On December 7, 2023, Google released the following video on using Rust for Cloud Run applications. This is an excellent getting started video. I have been working directly with the Google Cloud Run team since the beta release. I thought I would write an article taking their video, and JK Gunnink’s repository and article and take it to the next level.

This article is Part 1 of a three-part article. The first part implements container multi-stage builds. The second part updates the application to use the latest version of the Cargo package Hyper. The third part extends the application with new features.

Note: I am very experienced with Google Cloud and Docker, but I am a beginner with the Rust language.

Objectives

  • Reduce the size of the container image by using multi-stage builds. The container built in the video is about 1.68 GB. My goal is less than 200 MB. One benefit is to reduce the number of applications, tools, libraries, etc. that must be reviewed for security vulnerabilities.

Endpoint Summary

  • / – Return the Hello, Rustless! message.

Step 1: Build the container for local testing

I will start by cloning JK Gunnink’s repository.

Build the container

Get the container image size

Run the container

Test the container

Excellent, the code from the repository works correctly.

Step 2: Multi-Stage build

In this step, I will modify the Dockerfile to implement a multi-stage build.

Original Dockerfile

Modified Dockerfile

Build the new container

Get the container image size

That is a huge decrease in container image size.
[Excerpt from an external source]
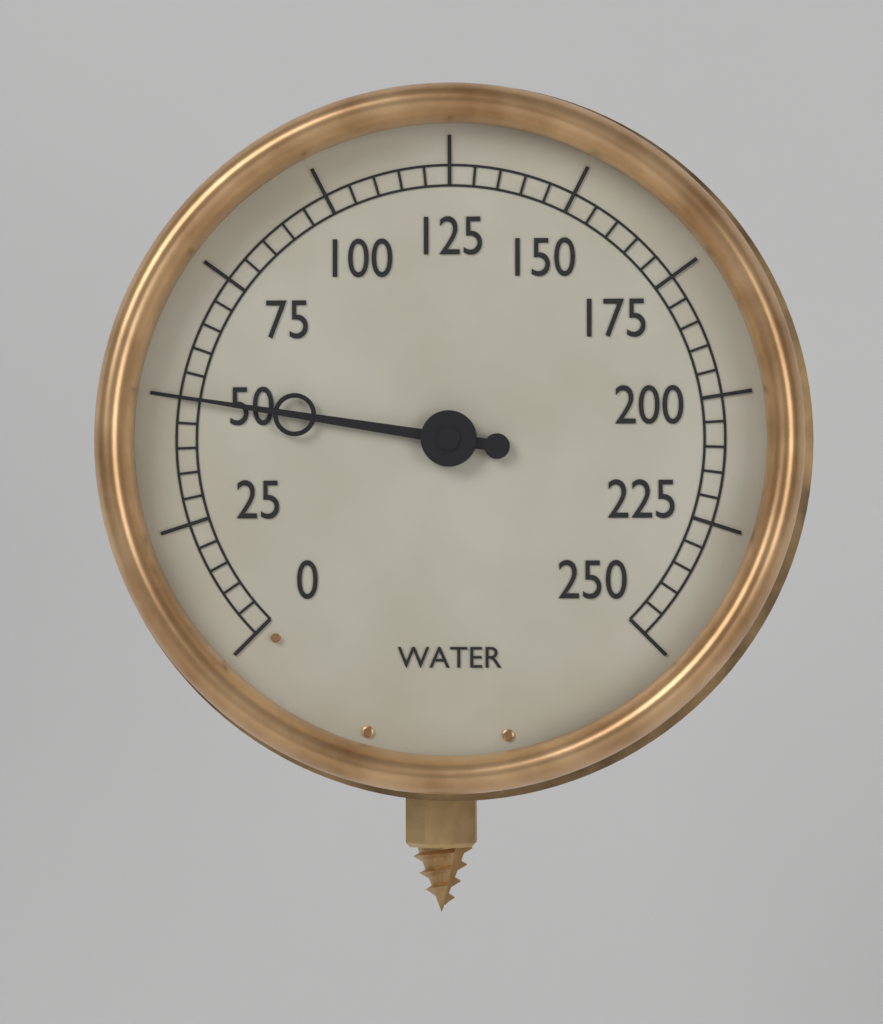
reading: 50 (no unit)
The container went from 1.68 GB to 81.9 MB. That will also save us money on storage costs and network bandwidth.

In Google Cloud Container Registry, the container image size went from 553.7 MB to 29.6 MB. Container registry uses optimization to reduce container image storage.
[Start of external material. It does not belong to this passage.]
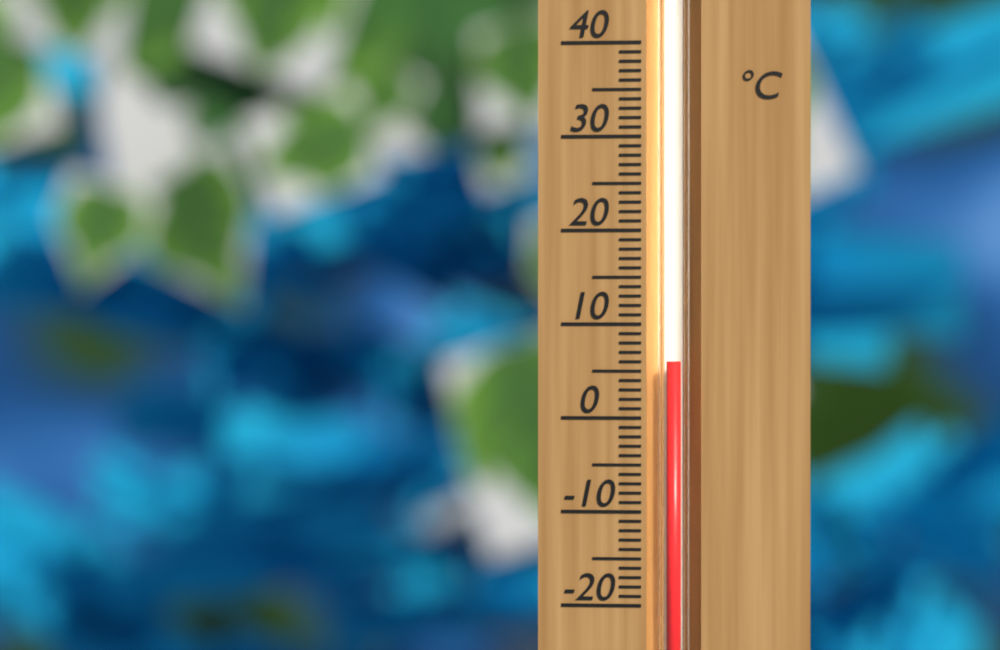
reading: 6 °C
Build and Deploy to Cloud Run

Go to the Cloud Run Service URL. In my case it is https://rustless-e2v2ixiywa-uc.a.run.app/

Summary

This article shows how to use Docker multi-stage builds to reduce the size of container images.
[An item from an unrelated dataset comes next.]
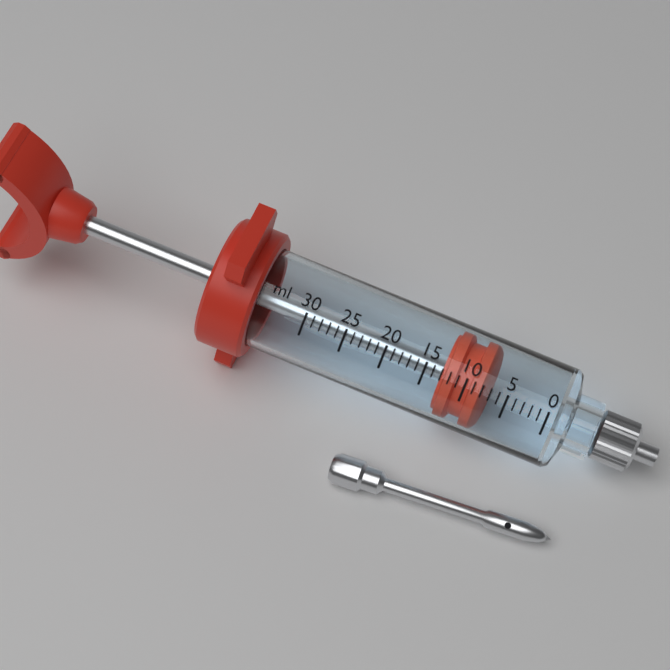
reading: 8 ml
There are several benefits:

  • Smaller images have fewer items to scan for vulnerabilities.
  • Smaller images reduce storage costs.
  • Smaller images reduce network costs and transfer time.

In part 2 of this article, we will enhance the application to:

  1. Update the version of the hyper Cargo package used to build the Cloud Run application. The original article uses Hyper version 0.14. The latest version is 1.0.1.

In part 3 of this article, we will enhance the application to provide several improvements:

  1. Create an endpoint that returns the public IP address of the caller. This involves processing request headers. Support the query parameter ?format=json to return JSON instead of HTML.
  2. Create an endpoint that displays the container’s environment when running inside Cloud Run. This is useful to see the environment variables and more. Support the query parameter ?format=json to return JSON instead of HTML.
  3. Create an endpoint that displays the HTTP request headers that the application receives. This is useful to debug problems where headers are part of the endpoints processing. Support the query parameter ?format=json to return JSON instead of HTML.

More Information

Photography Credit

I write free articles about technology. Recently, I learned about Pexels.com which provides free images. The image in this article is courtesy of Pixabay at Pexels. Note: This is the same image used in JK Gunnink’s article.